Food scientists know all about the magic that goes into making safe, nutritious, delicious, and sustainable foods. From the chemical interactions that create roux to the creative tension that produces new products — food science is instrumental to successful innovation.
Between new product conception and large-scale production, food science balances creativity, culinary vision and consumer insights with operational and logistical considerations. This synergy is key to consistently meeting consumer expectations of products — surrounding flavor, texture, accessibility, and more — by ensuring that concepts are not only innovative and delicious but quantifiable and scalable as well.
Development: Translating the Vision to Prototypes
The food science and culinary teams at Griffith work hand-in-hand to turn ideas into reality by partnering together. As the culinarians envision innovative products in a test kitchen, the food science team transforms these into commercial products through creative thinking and ingenuity.
Automation and analytical tools can only get you so far in the world of food R&D — people are the best tools for translating consumer and sensory science insights into a new product. Our Griffith teams collaborate to determine a flavor’s defining characteristics and identify what ingredients, in what form, will achieve it.
Snack seasonings are a prime example of how the food science and culinary teams work together to take a gold standard dish and translate it to a new format or product. Since consumers already have perceptions and expectations of what certain flavors taste like, the Griffith teams:
- Use consumer insights, sensory science, and their expertise to define the details of a flavor profile. A characteristic like “tomato” needs to be specified as to whether it should taste sautéed, fire-roasted, sun-dried, or fresh.
- Choose how and in what form ingredients will get used. The flavors of spices and herbs can vary depending on if they are left in their whole form, ground into a specific consistency, or dried.
- Determine what (if anything) is needed to bind or hold certain products together and how those structural ingredients could affect the flavor profile.
Sourcing & Labeling: Aligning Sustainability, Performance, and Consumer Insights
Griffith Foods has the opportunity to support consumer wellbeing and sustainability by incorporating functional ingredients into our products. Using artificial dyes, flavorings, or preservatives may get a product to its desired shelf-life, appearance, mouthfeel, or flavor, but today’s consumers are wary of these ingredients.
Consumers are trending towards “clean” products — ones with simple, recognizable names and can be procured through practices that don’t harm the earth. The food science group identifies where ingredients must come from and whether they are realistically accessible and affordable for commercial production. There’s an art to balancing cost, consumer demand, and procurement.
Our food science team is constantly working with partners in purchasing and manufacturing roles to answer questions like:
- Is there a natural ingredient or byproduct that could replace synthetic or artificial ingredients that make products “clean” but still shelf-stable?
- Is the desired ingredient accessible at a large scale, or will sourcing it disrupt the ecosystem in which it’s grown and be detrimental to the environment?
Scaling: From a Test Kitchen to a Commercial Kitchen
The food science team is responsible for the intricacies behind how to commercialize and produce new products on a large scale. This physical concept development typically begins in a lab and is characterized by an iterative cycle of testing, evaluating, and refining.
Food scientists will first work with analytical chemists to diagnose the concept’s basic components (such as salt, fat, protein, sugar) and refine a more data-driven vision of the product profile. At the bench, the goal is to replicate how companies and customers will produce and use the product, while pilot plants and production facilities ensure these qualities can be maintained. Testing with client-specific machinery and sensory or consumer panels are other ways to make sure the product retains its intended form in full production. Thorough testing ensures that the product can meet safety, quality, and timeliness standards while ultimately satisfying consumers’ expectations.
Food Science is Crucial to Innovation
While chefs are fueled by their imaginations and developing gold standard concepts, food scientists are driven to understand food composition and create the innovative processes that elevate those concepts from a test kitchen to a commercial scale. Checks and balances and cross-functional collaboration among Griffith’s teams help maintain both creativity and practicality throughout the innovation cycle — so we can deliver quality, consumer-centric solutions.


_ACTIVITY_: Report, from the records below, every line where the word "color" appears.

_DATA_:

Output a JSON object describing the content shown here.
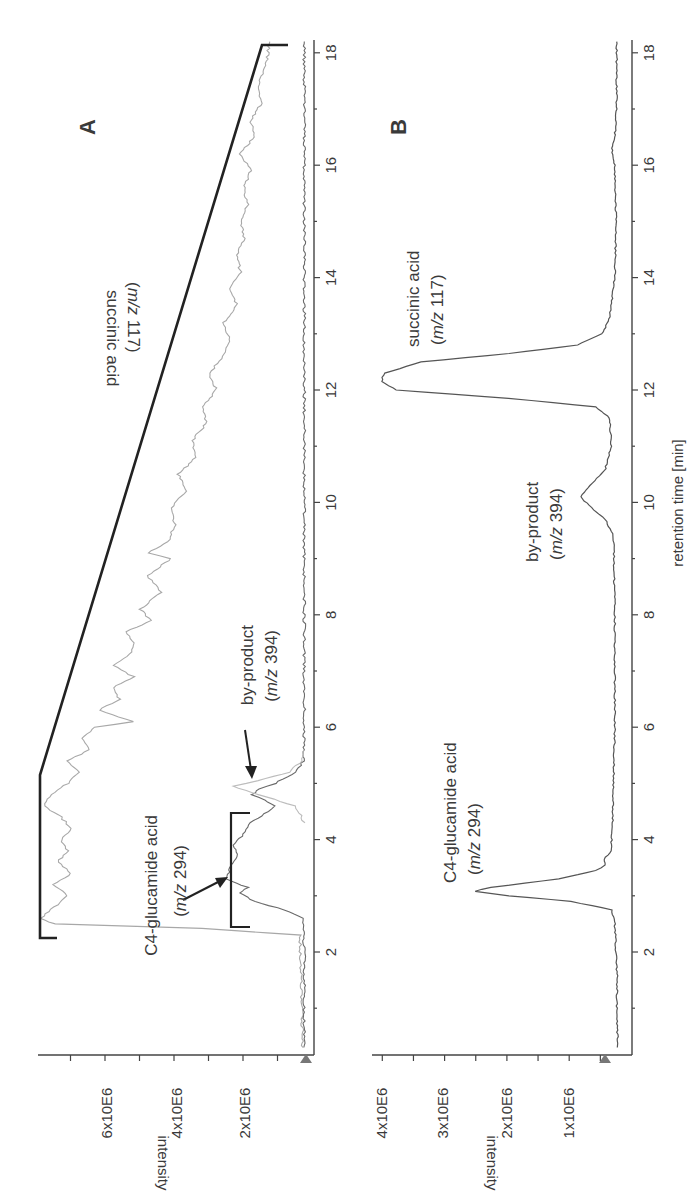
{
  "chart_data": [
    {
      "panel": "A",
      "type": "line",
      "orientation_note": "figure rotated 90 degrees clockwise; retention time runs bottom-to-top, intensity increases right-to-left",
      "xlabel": "retention time [min]",
      "ylabel": "intensity",
      "x_ticks": [
        2,
        4,
        6,
        8,
        10,
        12,
        14,
        16,
        18
      ],
      "y_tick_labels": [
        "2x10E6",
        "4x10E6",
        "6x10E6"
      ],
      "y_ticks": [
        2000000,
        4000000,
        6000000
      ],
      "xlim": [
        0.2,
        18.2
      ],
      "ylim": [
        -200000,
        7800000
      ],
      "gradient_line": {
        "description": "black solvent-gradient trace",
        "points": [
          [
            2.3,
            7.8
          ],
          [
            5.1,
            7.8
          ],
          [
            18.1,
            1.5
          ],
          [
            18.1,
            0.7
          ]
        ]
      },
      "bracket": {
        "from": 2.5,
        "to": 4.5,
        "at_intensity": 2.3
      },
      "annotations": [
        {
          "label": "succinic acid",
          "sub": "(m/z 117)",
          "x": 11,
          "y": 5.5
        },
        {
          "label": "C4-glucamide acid",
          "sub": "(m/z 294)",
          "x": 2.5,
          "y": 3.2,
          "arrow_to": [
            3.3,
            2.4
          ]
        },
        {
          "label": "by-product",
          "sub": "(m/z 394)",
          "x": 6.4,
          "y": 1.8,
          "arrow_to": [
            5.0,
            1.65
          ]
        }
      ],
      "series": [
        {
          "name": "succinic acid (m/z 117)",
          "color": "#a8a8a8",
          "points": [
            [
              0.3,
              0.1
            ],
            [
              1.0,
              0.12
            ],
            [
              1.8,
              0.15
            ],
            [
              2.3,
              0.18
            ],
            [
              2.42,
              3.0
            ],
            [
              2.5,
              7.3
            ],
            [
              2.6,
              7.7
            ],
            [
              2.8,
              7.3
            ],
            [
              3.0,
              6.9
            ],
            [
              3.2,
              7.3
            ],
            [
              3.4,
              6.8
            ],
            [
              3.6,
              7.2
            ],
            [
              3.8,
              6.9
            ],
            [
              4.0,
              7.1
            ],
            [
              4.2,
              6.8
            ],
            [
              4.4,
              7.1
            ],
            [
              4.6,
              7.6
            ],
            [
              4.8,
              7.4
            ],
            [
              5.0,
              6.9
            ],
            [
              5.2,
              6.6
            ],
            [
              5.4,
              6.9
            ],
            [
              5.6,
              6.3
            ],
            [
              5.8,
              6.5
            ],
            [
              6.0,
              6.1
            ],
            [
              6.1,
              5.0
            ],
            [
              6.3,
              6.0
            ],
            [
              6.5,
              5.4
            ],
            [
              6.7,
              5.6
            ],
            [
              6.9,
              5.0
            ],
            [
              7.1,
              5.6
            ],
            [
              7.3,
              5.1
            ],
            [
              7.5,
              5.0
            ],
            [
              7.7,
              5.2
            ],
            [
              7.9,
              4.5
            ],
            [
              8.1,
              4.8
            ],
            [
              8.4,
              4.2
            ],
            [
              8.7,
              4.6
            ],
            [
              9.0,
              3.9
            ],
            [
              9.1,
              4.6
            ],
            [
              9.3,
              4.0
            ],
            [
              9.6,
              3.8
            ],
            [
              9.9,
              3.9
            ],
            [
              10.2,
              3.5
            ],
            [
              10.5,
              3.7
            ],
            [
              10.8,
              3.2
            ],
            [
              11.1,
              3.3
            ],
            [
              11.4,
              2.9
            ],
            [
              11.7,
              3.0
            ],
            [
              12.0,
              2.6
            ],
            [
              12.3,
              2.8
            ],
            [
              12.6,
              2.4
            ],
            [
              12.9,
              2.2
            ],
            [
              13.2,
              2.4
            ],
            [
              13.5,
              2.0
            ],
            [
              13.8,
              2.2
            ],
            [
              14.1,
              1.9
            ],
            [
              14.4,
              2.0
            ],
            [
              14.7,
              1.8
            ],
            [
              15.0,
              1.9
            ],
            [
              15.3,
              1.7
            ],
            [
              15.6,
              1.8
            ],
            [
              15.9,
              1.6
            ],
            [
              16.2,
              1.9
            ],
            [
              16.5,
              1.5
            ],
            [
              16.8,
              1.6
            ],
            [
              17.1,
              1.3
            ],
            [
              17.4,
              1.4
            ],
            [
              17.7,
              1.2
            ],
            [
              18.0,
              1.1
            ],
            [
              18.2,
              1.05
            ]
          ]
        },
        {
          "name": "C4-glucamide acid (m/z 294)",
          "color": "#6a6a6a",
          "points": [
            [
              0.3,
              0.05
            ],
            [
              2.0,
              0.05
            ],
            [
              2.6,
              0.08
            ],
            [
              2.75,
              0.6
            ],
            [
              2.9,
              1.5
            ],
            [
              3.05,
              1.9
            ],
            [
              3.15,
              1.7
            ],
            [
              3.3,
              2.3
            ],
            [
              3.5,
              2.2
            ],
            [
              3.7,
              2.0
            ],
            [
              3.9,
              2.1
            ],
            [
              4.1,
              1.8
            ],
            [
              4.3,
              1.6
            ],
            [
              4.5,
              1.1
            ],
            [
              4.6,
              0.9
            ],
            [
              4.7,
              1.2
            ],
            [
              4.8,
              1.55
            ],
            [
              4.9,
              1.4
            ],
            [
              5.0,
              0.9
            ],
            [
              5.2,
              0.3
            ],
            [
              5.4,
              0.08
            ],
            [
              6.0,
              0.05
            ],
            [
              18.2,
              0.05
            ]
          ]
        },
        {
          "name": "by-product (m/z 394)",
          "color": "#bdbdbd",
          "points": [
            [
              4.3,
              0.05
            ],
            [
              4.6,
              0.3
            ],
            [
              4.8,
              1.4
            ],
            [
              4.95,
              2.1
            ],
            [
              5.05,
              1.4
            ],
            [
              5.2,
              0.5
            ],
            [
              5.4,
              0.1
            ],
            [
              5.6,
              0.05
            ]
          ]
        }
      ]
    },
    {
      "panel": "B",
      "type": "line",
      "orientation_note": "figure rotated 90 degrees clockwise; retention time runs bottom-to-top, intensity increases right-to-left",
      "xlabel": "retention time [min]",
      "ylabel": "intensity",
      "x_ticks": [
        2,
        4,
        6,
        8,
        10,
        12,
        14,
        16,
        18
      ],
      "y_tick_labels": [
        "1x10E6",
        "2x10E6",
        "3x10E6",
        "4x10E6"
      ],
      "y_ticks": [
        1000000,
        2000000,
        3000000,
        4000000
      ],
      "xlim": [
        0.2,
        18.2
      ],
      "ylim": [
        0,
        4100000
      ],
      "annotations": [
        {
          "label": "C4-glucamide acid",
          "sub": "(m/z 294)",
          "x": 3.4,
          "y": 3.3
        },
        {
          "label": "by-product",
          "sub": "(m/z 394)",
          "x": 9.2,
          "y": 1.3
        },
        {
          "label": "succinic acid",
          "sub": "(m/z 117)",
          "x": 13.3,
          "y": 4.1
        }
      ],
      "series": [
        {
          "name": "total ion trace",
          "color": "#555555",
          "points": [
            [
              0.3,
              0.25
            ],
            [
              1.0,
              0.27
            ],
            [
              1.5,
              0.26
            ],
            [
              2.0,
              0.28
            ],
            [
              2.5,
              0.3
            ],
            [
              2.75,
              0.35
            ],
            [
              2.9,
              1.0
            ],
            [
              3.0,
              2.0
            ],
            [
              3.08,
              2.55
            ],
            [
              3.15,
              2.3
            ],
            [
              3.3,
              1.2
            ],
            [
              3.45,
              0.6
            ],
            [
              3.55,
              0.45
            ],
            [
              3.65,
              0.48
            ],
            [
              3.8,
              0.36
            ],
            [
              4.5,
              0.33
            ],
            [
              6.0,
              0.3
            ],
            [
              8.0,
              0.3
            ],
            [
              9.4,
              0.32
            ],
            [
              9.7,
              0.45
            ],
            [
              9.95,
              0.72
            ],
            [
              10.1,
              0.85
            ],
            [
              10.3,
              0.7
            ],
            [
              10.6,
              0.45
            ],
            [
              11.0,
              0.36
            ],
            [
              11.5,
              0.38
            ],
            [
              11.7,
              0.6
            ],
            [
              11.85,
              2.0
            ],
            [
              12.0,
              3.8
            ],
            [
              12.15,
              4.05
            ],
            [
              12.3,
              4.0
            ],
            [
              12.5,
              3.4
            ],
            [
              12.65,
              2.0
            ],
            [
              12.8,
              0.9
            ],
            [
              13.0,
              0.5
            ],
            [
              13.3,
              0.38
            ],
            [
              14.0,
              0.3
            ],
            [
              15.0,
              0.28
            ],
            [
              16.0,
              0.3
            ],
            [
              16.3,
              0.35
            ],
            [
              16.5,
              0.3
            ],
            [
              17.0,
              0.27
            ],
            [
              18.2,
              0.27
            ]
          ]
        }
      ]
    }
  ],
  "panels": {
    "A": {
      "label": "A",
      "ylabel": "intensity",
      "ytick_labels": [
        "6x10E6",
        "4x10E6",
        "2x10E6"
      ],
      "xtick_labels": [
        "2",
        "4",
        "6",
        "8",
        "10",
        "12",
        "14",
        "16",
        "18"
      ],
      "ann_succinic_1": "succinic acid",
      "ann_succinic_2": "(m/z 117)",
      "ann_c4_1": "C4-glucamide acid",
      "ann_c4_2": "(m/z 294)",
      "ann_by_1": "by-product",
      "ann_by_2": "(m/z 394)"
    },
    "B": {
      "label": "B",
      "ylabel": "intensity",
      "xlabel": "retention time [min]",
      "ytick_labels": [
        "4x10E6",
        "3x10E6",
        "2x10E6",
        "1x10E6"
      ],
      "xtick_labels": [
        "2",
        "4",
        "6",
        "8",
        "10",
        "12",
        "14",
        "16",
        "18"
      ],
      "ann_succinic_1": "succinic acid",
      "ann_succinic_2": "(m/z 117)",
      "ann_c4_1": "C4-glucamide acid",
      "ann_c4_2": "(m/z 294)",
      "ann_by_1": "by-product",
      "ann_by_2": "(m/z 394)"
    }
  }
}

_YOUR RESPONSE_:
          "color": "#a8a8a8",
          "color": "#6a6a6a",
          "color": "#bdbdbd",
          "color": "#555555",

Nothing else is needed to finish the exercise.